Dazed and confused? Not me. I’m just Lost in the Cheese Aisle.

Tuesday, July 20, 2010

(AIR) CONDITIONED REFLEX

Years ago, when our family lived in our first home on the south shore of Long Island, air conditioning was a luxury we experienced only at places like the local movie theatre. We certainly had none in our house, and that was perfectly all right. There were only a few days during the year when things were hot enough to be uncomfortable.

In 1967, when we moved to our second home - a grand total of three blocks away from the first one - we entered the world of Climate Control: We now had a house that was equipped with (gasp!) central air conditioning.

No longer did we have to sleep on top of our bedclothes on those sweltering summer nights, with only a fan to stir the sultry air. Now we spent our summer days in electrically generated comfort.

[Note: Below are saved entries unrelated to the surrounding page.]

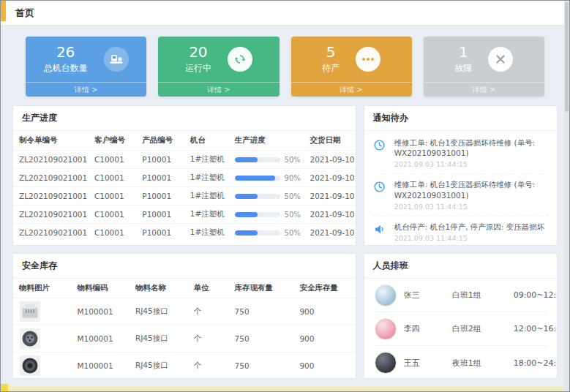  I want to click on col-material-code: 物料编码, so click(100, 288).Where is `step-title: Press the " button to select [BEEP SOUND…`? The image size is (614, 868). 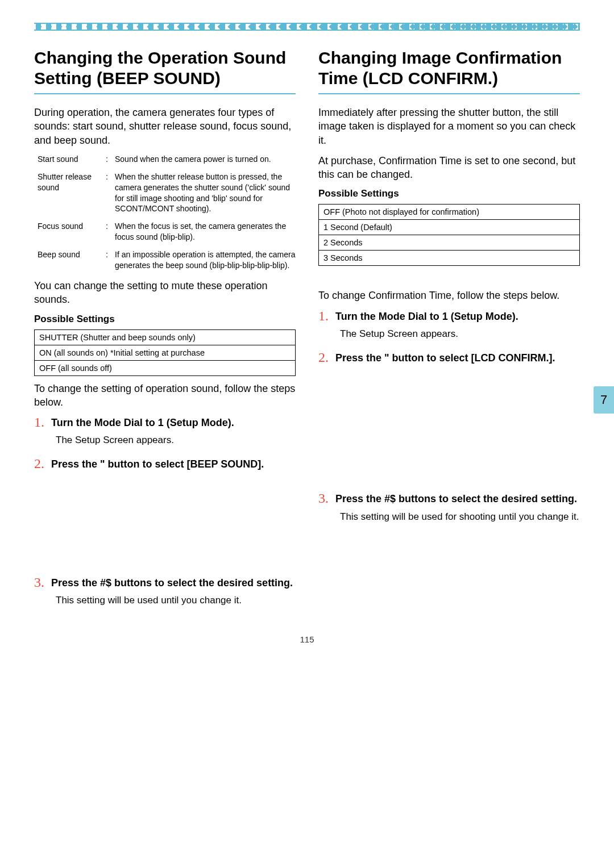 step-title: Press the " button to select [BEEP SOUND… is located at coordinates (173, 464).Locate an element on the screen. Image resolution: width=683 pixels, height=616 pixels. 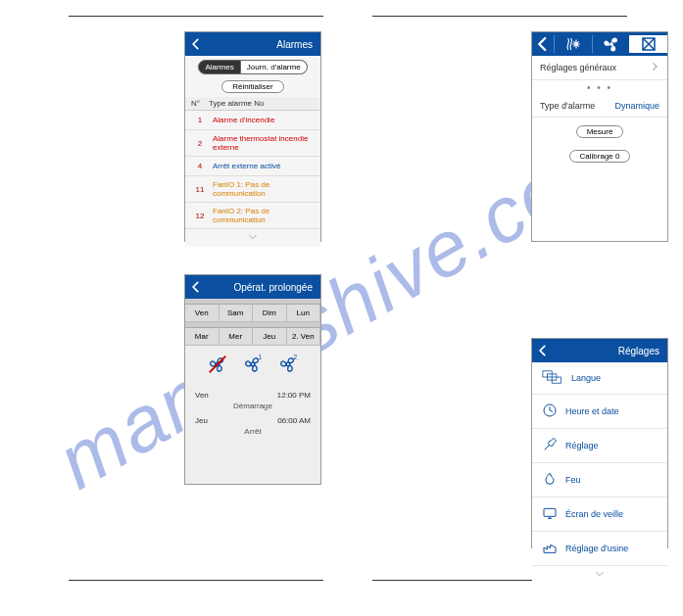
alarm-no: 1 is located at coordinates (200, 119).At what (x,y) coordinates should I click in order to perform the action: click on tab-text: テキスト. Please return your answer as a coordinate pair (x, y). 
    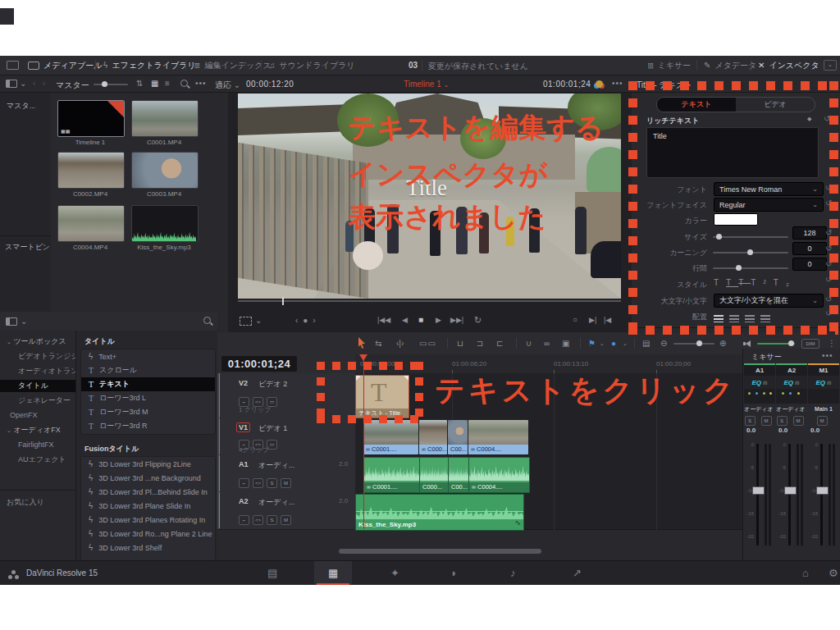
    Looking at the image, I should click on (696, 105).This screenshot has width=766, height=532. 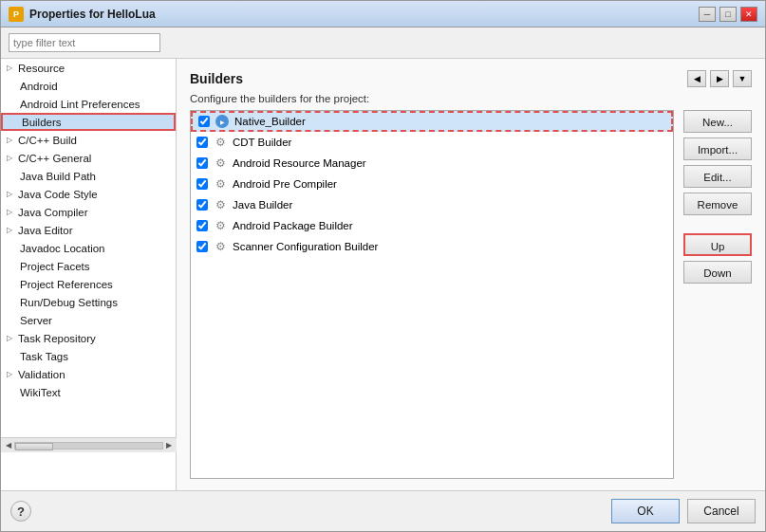 What do you see at coordinates (432, 184) in the screenshot?
I see `builder-item-android-pre: ⚙ Android Pre Compiler` at bounding box center [432, 184].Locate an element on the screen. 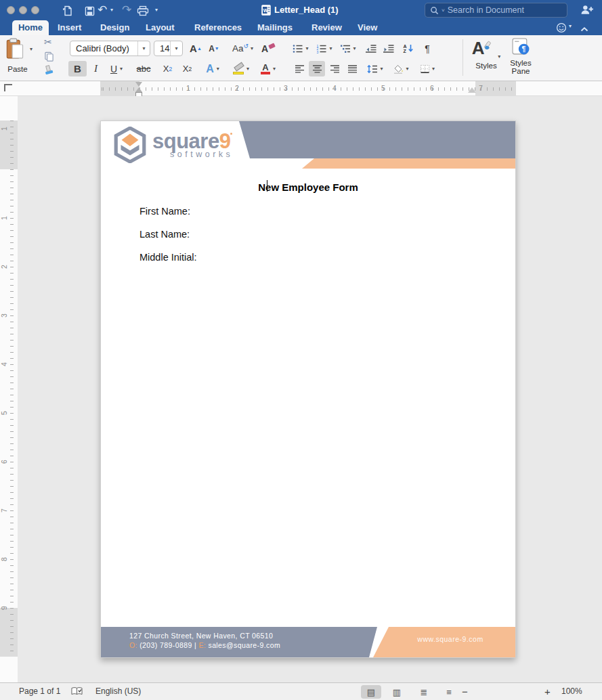  font-color-button: A ▾ is located at coordinates (268, 69).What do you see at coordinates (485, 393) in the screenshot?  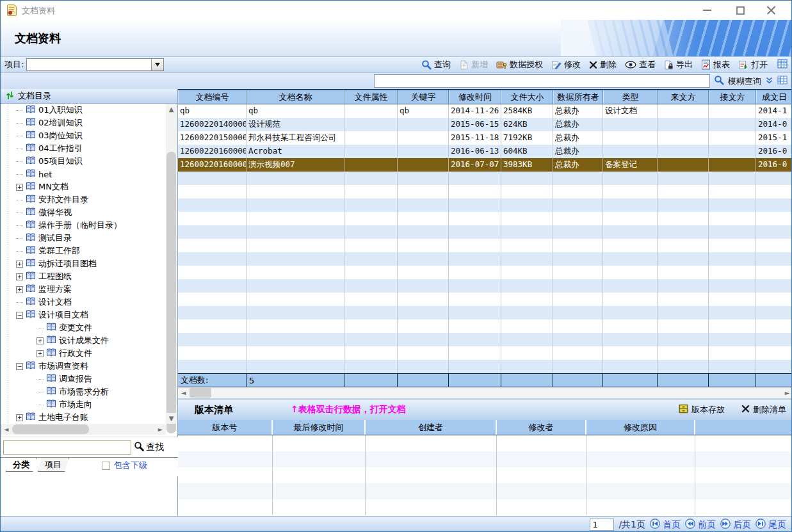 I see `table-horizontal-scrollbar: ◄ ►` at bounding box center [485, 393].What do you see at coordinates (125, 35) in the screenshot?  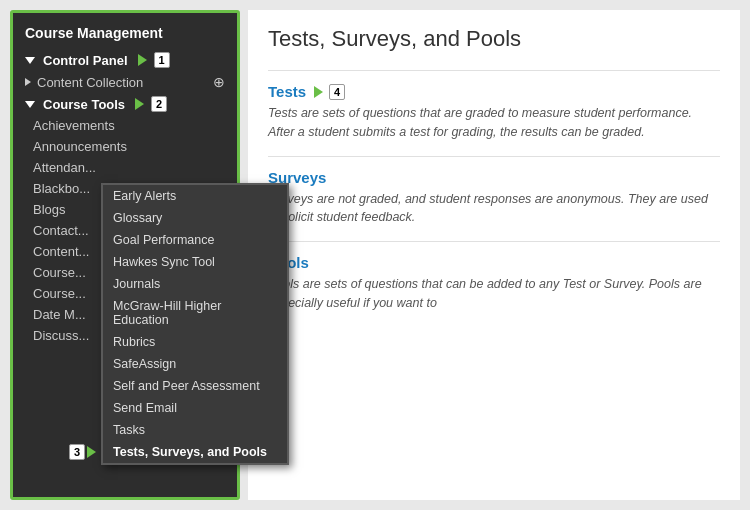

Upon being graduated from college and moving to Sweat City, I found myself living in the sort of climate in which air conditioning was not a luxury, but a necessity. Sure, the hardy settlers of coastal Texas had managed to make a life for themselves in the blast furnace-like heat, but most of the Northerners who, at the time, were migrating to the Sunbelt in great hordes, were in no wise like those old-time Texians. We were, rather, conditioned to conditioning. We had become Temperature-Wimps.

Houston, focus of one of the great surges of population growth in the mid-1970’s, would never have seen one iota of that growth without cheap energy. Cheap gasoline allowed people to drive around the monster-sized metropolis; cheap electricity powered the air conditioners that made the city livable.

Atlanta is not nearly the sweatbox that Houston is. The humidity is a lot more reasonable, and, owing to the area’s 1000-foot altitude above sea level, it almost always cools off after the sun goes down, even on the hottest summer days. Compare that with the Texas Gulf Coast, where you can break a sweat merely walking outside to get the newspaper at six a.m.

That said, Atlanta can get brutally hot this time of year... and we pussified Latter-Day Americans need our A/C. We get cranky without it.

And that, of course, is the situation we found ourselves in yesterday evening. I had gone upstairs to fetch something or other and immediately noticed that it was hot and stuffy. Eighty-seven degrees, well above the 77-degree A/C setpoint. Crap!

Now, our upstairs A/C unit is marginal at best, inevitably going down at least once every summer. It will need to be replaced sometime in the next year or two, but we’re trying to squeeze as much life out of it as we can. Was this it? Was this the death knell for our Cool-Machine?

No. Not yet. Our HVAC service came out and established that the problem had been caused by a short in the control circuitry... possibly resulting from one of the myriad storm-related power surges we get here in the Land of Thunderstorms. One replaced part and we were good to go.

We had to endure one night without aircon. It sent SWMBO over the edge... or, at least, downstairs to sleep on the sofa in our still-cool den. But it didn’t bother me too much. Maybe it reminded me of those long-ago summer nights in our first home, when the heat was a pleasant reminder that it was still summer, with school a far-away concern.

3 comments:

Anonymous said...

Just remember...no more R22 units. If you get a replacement, you will need to get R410 which requires replacing the inside coils as well. This also requires new copper lines...a very large pain in the arse.

Eunoia said...

We have no A/C, Germany doesn't usually get this hot (35°C +), ut currently we are sleeping in the cellar.

Teresa said...

We recently had mice eat the wires in our outdoor unit. We only use the a/c about 3 weeks (tops) every summer, but there's nothing worse than turning the thing on and nothing happens. LOL.